Language has always been a unique identifier in India. The concept of a mother tongue is very unique to that of Indian Subcontinent. This seems plausible considering the sheer number of languages that exist in India. Any kind of imposition on the part of the state to change this status quo at a local level is always meets with fierce resistance. Over the years, this has become even more pronounced. The regional parties are using it as a weapon for narrow political motives. As another new day dawns upon India, it seems we have come a full circle, all over. A single party establishing its hegemony all over India and the people down South raising the banner of resistance over language. Let us try to understand what the deal with the hashtag version of Anti-Hindi protests is.
No Hindi Imposition
The entire movement can be practically traced to the 1937 movement against C. Rajgopalachari’s efforts to introduce Hindi in schools in the Madras Presidency. This feeling of isolation and fear growing more during the extremely divisive issue of languages during the framing of the constitution. In a very bad—tempered debate; where the Hindi belt leaders were not even ready to accept meagre concessions such as Roman numerals for official purposes; Hindi and English were proclaimed as the official languages. English was not to be in use after 15 years in 1965. The protests, led by DMK, were extremely violent. It seems that to some extent, the issue was blown out of proportion by political outfits. Their very existence was based on this Anti-Hindi movement. The perception about Hindi imposition is a representation of regional insecurity and forces benefitting from this discord take its undue advantage.
Official Languages Act And Hindi
Nehru signed the Official Languages Act in 1963. This proclaimed that there is no official language of India. Instead the 8th Schedule of the constitution of India exists which lists out 22 recognised languages in India which covers most of the major linguistic groups in the country. Over and above that, Part 17 of the Constitution lists out preservation of languages as a minority right; where a language, spoken by few people, fading away fast and of immense cultural importance can be protected with variety of special measures. Furthermore, Article 29 fortifies all these rights as a fundamental right.
Hence, the South Indians are largely alone in terms of linguistic integration, merely connecting to Indians via English. This has seen a lot of young South Indians restricted to their home states. Here a lack of opportunity in terms of employment has resulted in them being cut-off from the mainstream.
Draft National Education Policy, 2019 And Hindi
The Draft National Education Policy, 2019 has created a political maelstrom in the peninsular India. Every party worth its salt in terms of narrow and opportunistic populism has joined the bandwagon. This mostly on the introduction of Three Language Formula. This entails that along with English and the regional language, Hindi will be available as an optional language. Which, the students can take up Class 6th onwards. Hence, the regional parties’ fat cow that is usually up for milking to make them parties was suddenly back. Even after repeated assurances, including by the Kasturirangan Commision, who authored the report, that these are only suggestion. And these will not get any implementation.
With the thumping mandate handed to YSR Congress, DMK and other regional parties seems to reflect widespread support to this attitude. This resistance reflects an extremely atavistic and myopic thinking. Overtime, the actions of National parties that based their demographic strength from the North played its role. This further became a tool for manipulation for these regional parties into some sort of massive attack on their language, culture and identity. The trusting and the incredibly brilliant people of South India end up between rock and a hard place. They practically run everything that has science and technology in our country.
Why Is This A Huge Deal?
One has to understand what language means to an average Southerner. Unlike us North Indians whose languages have evolved from A to B to R in a millenniums time, the southern classical languages have remained unchanged. They have sacred texts in their own languages. Tamil, Telugu and Kannada each have their own Ramayana. Tamil in fact, is the flower of classical literature. It is the apex of human civilisation with its incredibly complex and beautiful Sangam literature. This was composed during the three Sangam conferences thousands of years ago. Yet Tamil is in a Brahmi based script and so is Telegu, Kannada and Malayalam. Clearly, the ancients could see the wisdom and practicality in taking up a script in order for Tamil to spread far and wide. Then why should the politics of language hijack the great project that is our India?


§ **What to work on**
Please determine how many lines of the material include the word "elements", and respond with nothing but that number.
● ● ● ● ●
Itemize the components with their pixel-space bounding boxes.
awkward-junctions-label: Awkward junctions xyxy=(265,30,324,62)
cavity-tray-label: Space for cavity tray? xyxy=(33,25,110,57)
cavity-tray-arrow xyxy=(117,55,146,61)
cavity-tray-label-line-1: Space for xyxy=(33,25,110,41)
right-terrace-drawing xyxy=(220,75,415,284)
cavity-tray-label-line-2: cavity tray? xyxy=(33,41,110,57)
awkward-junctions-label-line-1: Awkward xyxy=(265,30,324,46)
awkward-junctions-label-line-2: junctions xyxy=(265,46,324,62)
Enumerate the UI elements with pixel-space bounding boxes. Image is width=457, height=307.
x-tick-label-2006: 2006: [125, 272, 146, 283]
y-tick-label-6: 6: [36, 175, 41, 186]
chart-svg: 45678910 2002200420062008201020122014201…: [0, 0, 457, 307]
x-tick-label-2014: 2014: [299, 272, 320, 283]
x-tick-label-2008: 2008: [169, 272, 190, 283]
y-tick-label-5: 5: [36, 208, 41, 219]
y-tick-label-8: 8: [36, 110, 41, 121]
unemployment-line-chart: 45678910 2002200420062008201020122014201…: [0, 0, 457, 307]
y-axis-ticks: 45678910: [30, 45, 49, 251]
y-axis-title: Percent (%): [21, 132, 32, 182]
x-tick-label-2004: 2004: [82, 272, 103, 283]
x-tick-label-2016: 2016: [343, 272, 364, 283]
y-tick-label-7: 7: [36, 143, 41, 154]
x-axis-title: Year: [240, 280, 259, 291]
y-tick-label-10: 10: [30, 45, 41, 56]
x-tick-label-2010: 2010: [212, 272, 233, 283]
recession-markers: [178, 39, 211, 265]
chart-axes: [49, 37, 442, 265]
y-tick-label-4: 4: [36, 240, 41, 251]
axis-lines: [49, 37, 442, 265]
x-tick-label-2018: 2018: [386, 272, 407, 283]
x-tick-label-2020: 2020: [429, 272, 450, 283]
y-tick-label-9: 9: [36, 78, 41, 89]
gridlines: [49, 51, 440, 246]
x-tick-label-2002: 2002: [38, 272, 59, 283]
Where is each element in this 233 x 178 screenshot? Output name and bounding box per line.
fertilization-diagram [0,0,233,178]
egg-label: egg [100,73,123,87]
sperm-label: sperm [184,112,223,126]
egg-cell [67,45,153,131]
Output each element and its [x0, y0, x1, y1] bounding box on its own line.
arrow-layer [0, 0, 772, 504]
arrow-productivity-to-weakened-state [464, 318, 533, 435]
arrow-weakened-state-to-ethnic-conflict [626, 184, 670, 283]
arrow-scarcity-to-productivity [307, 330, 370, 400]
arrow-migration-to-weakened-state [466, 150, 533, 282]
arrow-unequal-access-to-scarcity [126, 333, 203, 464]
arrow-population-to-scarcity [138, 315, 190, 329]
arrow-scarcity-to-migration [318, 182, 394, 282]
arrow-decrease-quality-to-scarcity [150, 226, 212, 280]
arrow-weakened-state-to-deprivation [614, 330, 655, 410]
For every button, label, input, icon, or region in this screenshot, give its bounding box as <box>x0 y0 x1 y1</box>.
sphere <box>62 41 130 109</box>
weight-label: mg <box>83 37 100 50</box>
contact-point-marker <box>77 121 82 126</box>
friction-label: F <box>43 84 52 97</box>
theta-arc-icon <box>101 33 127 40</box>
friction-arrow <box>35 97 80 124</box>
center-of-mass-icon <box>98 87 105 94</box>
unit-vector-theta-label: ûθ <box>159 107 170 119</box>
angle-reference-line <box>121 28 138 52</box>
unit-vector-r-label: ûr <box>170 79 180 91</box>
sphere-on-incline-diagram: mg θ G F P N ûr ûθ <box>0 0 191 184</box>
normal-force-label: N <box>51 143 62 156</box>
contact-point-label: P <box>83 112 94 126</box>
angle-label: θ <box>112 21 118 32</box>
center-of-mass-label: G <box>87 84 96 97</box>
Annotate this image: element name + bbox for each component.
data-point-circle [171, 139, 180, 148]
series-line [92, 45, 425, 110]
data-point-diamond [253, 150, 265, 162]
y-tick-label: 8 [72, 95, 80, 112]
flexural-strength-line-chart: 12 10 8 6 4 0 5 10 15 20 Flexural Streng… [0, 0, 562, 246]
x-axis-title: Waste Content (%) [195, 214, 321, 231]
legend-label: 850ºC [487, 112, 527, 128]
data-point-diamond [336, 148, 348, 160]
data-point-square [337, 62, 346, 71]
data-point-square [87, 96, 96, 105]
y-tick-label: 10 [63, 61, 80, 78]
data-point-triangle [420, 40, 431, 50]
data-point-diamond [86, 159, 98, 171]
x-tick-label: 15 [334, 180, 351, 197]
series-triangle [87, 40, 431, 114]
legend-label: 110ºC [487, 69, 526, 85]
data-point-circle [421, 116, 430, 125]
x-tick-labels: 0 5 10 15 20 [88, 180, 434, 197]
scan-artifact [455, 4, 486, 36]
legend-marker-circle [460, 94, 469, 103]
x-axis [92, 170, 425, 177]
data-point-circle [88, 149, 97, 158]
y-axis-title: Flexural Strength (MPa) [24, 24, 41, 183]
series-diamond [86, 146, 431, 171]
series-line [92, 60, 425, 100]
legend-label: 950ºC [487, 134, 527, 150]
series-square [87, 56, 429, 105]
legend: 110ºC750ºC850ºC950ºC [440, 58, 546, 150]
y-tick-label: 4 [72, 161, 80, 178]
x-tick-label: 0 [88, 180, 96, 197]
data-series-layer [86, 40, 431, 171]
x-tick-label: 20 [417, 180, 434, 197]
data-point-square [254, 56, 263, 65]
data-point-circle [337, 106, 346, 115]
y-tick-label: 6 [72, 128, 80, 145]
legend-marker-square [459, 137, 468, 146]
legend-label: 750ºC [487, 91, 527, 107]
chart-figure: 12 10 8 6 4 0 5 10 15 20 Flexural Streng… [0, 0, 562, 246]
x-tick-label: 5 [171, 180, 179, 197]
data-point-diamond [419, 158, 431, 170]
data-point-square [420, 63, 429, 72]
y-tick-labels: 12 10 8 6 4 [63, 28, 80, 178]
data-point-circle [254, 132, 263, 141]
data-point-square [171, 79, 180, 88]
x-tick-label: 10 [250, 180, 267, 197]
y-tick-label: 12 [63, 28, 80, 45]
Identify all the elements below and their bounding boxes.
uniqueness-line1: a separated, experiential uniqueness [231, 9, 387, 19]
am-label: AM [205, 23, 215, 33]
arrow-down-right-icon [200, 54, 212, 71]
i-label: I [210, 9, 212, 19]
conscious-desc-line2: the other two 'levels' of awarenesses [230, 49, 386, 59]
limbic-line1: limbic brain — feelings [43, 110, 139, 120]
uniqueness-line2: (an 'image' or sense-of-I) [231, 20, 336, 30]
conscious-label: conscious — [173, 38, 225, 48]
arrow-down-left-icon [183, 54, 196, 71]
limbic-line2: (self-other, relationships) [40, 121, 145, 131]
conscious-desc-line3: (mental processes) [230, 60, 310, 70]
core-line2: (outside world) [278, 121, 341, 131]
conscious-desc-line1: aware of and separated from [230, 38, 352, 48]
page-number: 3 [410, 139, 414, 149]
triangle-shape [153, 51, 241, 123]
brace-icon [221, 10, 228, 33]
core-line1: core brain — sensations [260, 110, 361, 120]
● ● ● ● ●
§ **Result**
2